Nice. My opinion as an immigrant is the opposite: I'm clinging to this rock like a tenacious fucking barnacle. And as far as I know, I probably have a better right to it than you. At least I earned it. You were just born into it. I made it here.
You can pretend like you gifted me this but in reality you didn't. I took it through my hard work. And you can try to stop me but I'll beat you, even though you have the advantage of having been born here. Because I'm better.
Man, surely there's some kind of middle path without all the forced adversarial stance, isn't there?
People "born into it" had a whole lot to say about policy, and provided you the opportunities to be here. You seized them. It should be a good deal for both sides, but to the extent that each tries to make it adversarial and zero-sum, the benefits of the deal evaporate for everyone.
Sure. I see it as Tit-for-Tat with default cooperate. We can both play for the win together and I'll start there. Or someone else can start a fight that I will finish.
People saying this BS have no idea of what it means to leave everything you know behind and how many home-cultures are simply better than the ones immigrants find themselves living in, but they had to leave because (put the name of some super power) decided that it was the right spot to start a war and destroy everything to seize control of some resource or out of spite to some competing super power
People think they are gifting you, because they don't realize how irrelevant they are and how little control have in their lives, let alone the lives of others.
P.s. if we wanna talk about integration, Americans, for example, should watch themselves abroad.
They are absolutely the less capable of understanding what "this is not the way we do things" means.

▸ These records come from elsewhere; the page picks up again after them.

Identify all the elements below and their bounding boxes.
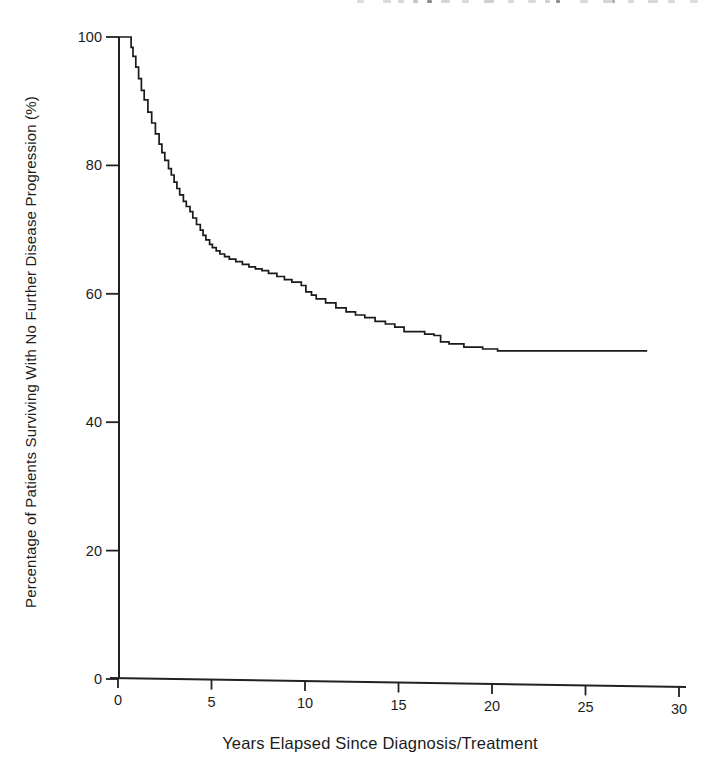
x-tick-label-0: 0 <box>114 692 122 708</box>
axis-tick-labels: 051015202530020406080100 <box>78 29 687 717</box>
x-tick-label-15: 15 <box>390 697 406 713</box>
survival-curve-plot: 051015202530020406080100 <box>0 0 709 762</box>
x-tick-label-30: 30 <box>671 701 687 717</box>
y-tick-label-20: 20 <box>86 543 102 559</box>
page-background: Percentage of Patients Surviving With No… <box>0 0 709 762</box>
x-tick-label-5: 5 <box>207 694 215 710</box>
x-tick-label-10: 10 <box>297 695 313 711</box>
y-tick-label-40: 40 <box>86 414 102 430</box>
axes <box>110 37 686 687</box>
y-tick-label-100: 100 <box>78 29 102 45</box>
axis-ticks <box>106 37 679 697</box>
x-tick-label-25: 25 <box>577 699 593 715</box>
km-survival-curve <box>118 37 647 351</box>
x-tick-label-20: 20 <box>484 698 500 714</box>
y-tick-label-0: 0 <box>94 671 102 687</box>
y-tick-label-80: 80 <box>86 157 102 173</box>
x-axis-title: Years Elapsed Since Diagnosis/Treatment <box>120 734 640 753</box>
y-tick-label-60: 60 <box>86 286 102 302</box>
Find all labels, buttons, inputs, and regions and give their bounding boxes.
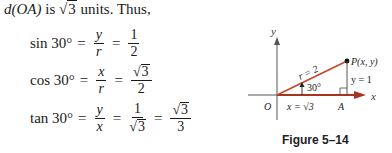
sqrt-3: √3 [59, 0, 77, 18]
x-side-label: x = √3 [286, 101, 314, 112]
angle-label: 30° [307, 82, 321, 93]
origin-label: O [264, 101, 271, 112]
x-axis-label: x [370, 90, 376, 102]
y-axis-label: y [270, 25, 276, 37]
distance-oa: d(OA) [4, 1, 42, 17]
tan-equation: tan 30° = yx = 1√3 = √33 [30, 102, 194, 134]
cos-equation: cos 30° = xr = √32 [30, 64, 155, 96]
intro-text: d(OA) is √3 units. Thus, [4, 0, 151, 18]
a-label: A [337, 101, 345, 112]
y-axis-arrow-icon [274, 37, 280, 45]
sin-equation: sin 30° = yr = 12 [30, 28, 142, 59]
figure-caption: Figure 5–14 [282, 133, 349, 147]
x-axis-arrow-icon [354, 91, 366, 99]
point-label: P(x, y) [350, 56, 378, 68]
y-side-label: y = 1 [351, 74, 372, 85]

> P.s. if we wanna talk about integration, Americans, for example, should watch themselves abroad.
I think expats anywhere should integrate. That doesn't mean to give up everything from your home culture, but it doesn't mean to form a walled enclave with little cultural interaction, either.

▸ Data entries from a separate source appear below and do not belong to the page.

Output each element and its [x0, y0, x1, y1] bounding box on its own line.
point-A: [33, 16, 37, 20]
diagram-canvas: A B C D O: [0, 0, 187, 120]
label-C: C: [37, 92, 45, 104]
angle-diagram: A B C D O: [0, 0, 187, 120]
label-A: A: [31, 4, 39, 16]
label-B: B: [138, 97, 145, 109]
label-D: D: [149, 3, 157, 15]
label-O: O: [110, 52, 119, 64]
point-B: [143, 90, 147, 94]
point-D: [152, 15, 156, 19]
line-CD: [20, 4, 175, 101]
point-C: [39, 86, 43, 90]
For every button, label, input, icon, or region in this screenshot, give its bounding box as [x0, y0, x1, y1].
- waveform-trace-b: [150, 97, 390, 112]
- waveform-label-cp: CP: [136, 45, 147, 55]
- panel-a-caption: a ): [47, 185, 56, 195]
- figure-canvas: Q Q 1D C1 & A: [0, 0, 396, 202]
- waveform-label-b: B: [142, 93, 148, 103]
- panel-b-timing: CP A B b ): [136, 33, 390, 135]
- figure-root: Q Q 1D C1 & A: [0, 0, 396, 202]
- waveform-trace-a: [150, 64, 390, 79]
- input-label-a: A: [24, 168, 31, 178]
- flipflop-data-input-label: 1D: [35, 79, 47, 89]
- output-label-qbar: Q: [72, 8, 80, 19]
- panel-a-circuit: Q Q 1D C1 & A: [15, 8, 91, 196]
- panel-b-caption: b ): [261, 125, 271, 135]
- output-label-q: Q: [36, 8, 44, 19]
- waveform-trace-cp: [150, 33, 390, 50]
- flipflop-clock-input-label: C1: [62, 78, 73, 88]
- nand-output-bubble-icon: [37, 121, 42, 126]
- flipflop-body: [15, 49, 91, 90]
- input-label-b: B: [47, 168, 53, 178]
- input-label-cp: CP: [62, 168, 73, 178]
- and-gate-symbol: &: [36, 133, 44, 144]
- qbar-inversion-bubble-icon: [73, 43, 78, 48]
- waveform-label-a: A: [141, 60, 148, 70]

Travelers/tourists/etc, is different. I don't expect any integration-- just a basic effort at courtesy.
I will talk about Americans simply because I know what they do when they live abroad in my country, for many reasons, one being they hang out in the same neighborhood I was born and raised.
Probably there are similar problems with people from my country somewhere, but let me tell you what I know first.

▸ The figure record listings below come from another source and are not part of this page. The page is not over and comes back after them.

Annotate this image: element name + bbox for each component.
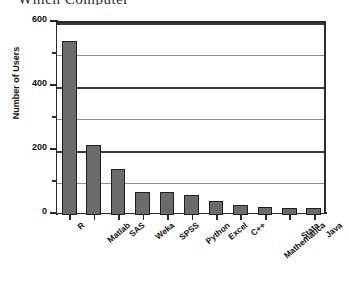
x-tick-weka xyxy=(143,214,145,220)
bar-weka xyxy=(135,192,150,215)
y-tick-400 xyxy=(50,84,57,86)
y-axis-label: Number of Users xyxy=(11,43,21,123)
y-tick-600 xyxy=(50,20,57,22)
gridline-minor-500 xyxy=(57,55,324,56)
x-tick-excel xyxy=(216,214,218,220)
x-axis-label-r: R xyxy=(76,220,87,232)
bar-excel xyxy=(209,201,224,215)
y-tick-label-0: 0 xyxy=(42,206,47,216)
x-tick-r xyxy=(69,214,71,220)
y-tick-label-200: 200 xyxy=(32,142,47,152)
x-tick-python xyxy=(192,214,194,220)
y-tick-200 xyxy=(50,148,57,150)
x-tick-sas xyxy=(118,214,120,220)
bar-sas xyxy=(111,169,126,215)
x-tick-mathematica xyxy=(265,214,267,220)
x-axis-label-sas: SAS xyxy=(127,220,147,239)
gridline-major-400 xyxy=(57,87,324,89)
y-tick-minor-500 xyxy=(52,52,57,54)
y-tick-minor-300 xyxy=(52,116,57,118)
x-tick-spss xyxy=(167,214,169,220)
bar-python xyxy=(184,195,199,215)
bar-matlab xyxy=(86,145,101,215)
y-tick-0 xyxy=(50,212,57,214)
x-axis-label-java: Java xyxy=(323,220,344,240)
x-axis-label-weka: Weka xyxy=(153,220,176,242)
gridline-minor-300 xyxy=(57,119,324,120)
x-axis-label-cpp: C++ xyxy=(249,220,268,238)
y-tick-label-400: 400 xyxy=(32,78,47,88)
plot-area xyxy=(57,21,326,213)
x-axis-label-spss: SPSS xyxy=(177,220,201,242)
gridline-major-600 xyxy=(57,23,324,25)
x-tick-matlab xyxy=(94,214,96,220)
y-tick-label-600: 600 xyxy=(32,14,47,24)
bar-r xyxy=(62,41,77,215)
x-tick-stata xyxy=(289,214,291,220)
x-axis-label-excel: Excel xyxy=(226,220,249,242)
bar-chart-figure: Number of Users 0200400600 RMatlabSASWek… xyxy=(0,0,349,282)
y-tick-minor-100 xyxy=(52,180,57,182)
bar-spss xyxy=(160,192,175,215)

Here in Italy American tourists are less of a problem, they do silly things sometimes, but who doesn't in an mostly unknown country on the other side of the World?
As you said, the real problem come from expats, students for example, but also military personnel who usually form walled enclaves.
If you hang out in certain neighborhoods in Rome, it's very easy to spot the "Americans only" places. There are quite of few of them.
The reasoning is simple: they come here in Europe for the culture and the relaxed way of living (Barcelona is ranked very high among expats from US exactly for that reason) but they don't have the cultural tools to handle the lack of restrictions they have to face home.
Drinking at the age of 16 is quite normal in Europe, it is not in USA and more often than not Americans are the ones sh*tfaced outside bars and clubs or engaged in alcohol fueled scuffles.
One can argue that's what youngsters do, we are not used to that, but at young age (almost) everyone is forgivable.
Except when they kill police officers in the streets of course
But there's also another cultural issue with them: they are used to be a ruling country, they don't accept to be questioned or put in their place or be simply asked to act as a reasoning person.
Consider that for a US citizen until not long ago Canada, Mexico and many cruises were passport free (but not the contrary), consider the fact that in Europe there are many US military bases, consider that police officers in Europe are not heavily armed and you end up with situations like this one
When I was in LA my friends told me to avoid certain parts of the city because they were dangerous, "how much dangerous?" I asked, I come from Rome after all, I know how to handle myself, "you can get shot" they told me.
Turns out LA this year will top the 2009 for number of homicides and reach the staggering number of 300 homicides in a year.
I don't know but I suppose that it is something that it is considered I won't say normal, but not far from something in USA they expect from a city like LA.
Maybe not 300 homicides in a year, but 200? Maybe yes.
In Rome, a bit smaller than LA, more or less the same size of Chicago, there were 12 homicides in the whole 2019.
In the entire Italy (60 million people) in 2019 homicides were "only" 276.
I couldn't believe it when I was staying there that dangerous really meant "Escape from New York" dangerous.
My point is it's easy to say to expat to "integrate" when you are living in a violent society and where police on the street is armed to the teeth enforcing God only knows what law.
It's much less easy to adapt to foreigners when they are the ones not integrating and bringing their violent culture at your doorstep.
You can pretend like you gifted me this but in reality you didn't. I took it through my hard work. And you can try to stop me but I'll beat you, even though you have the advantage of having been born here. Because I'm better.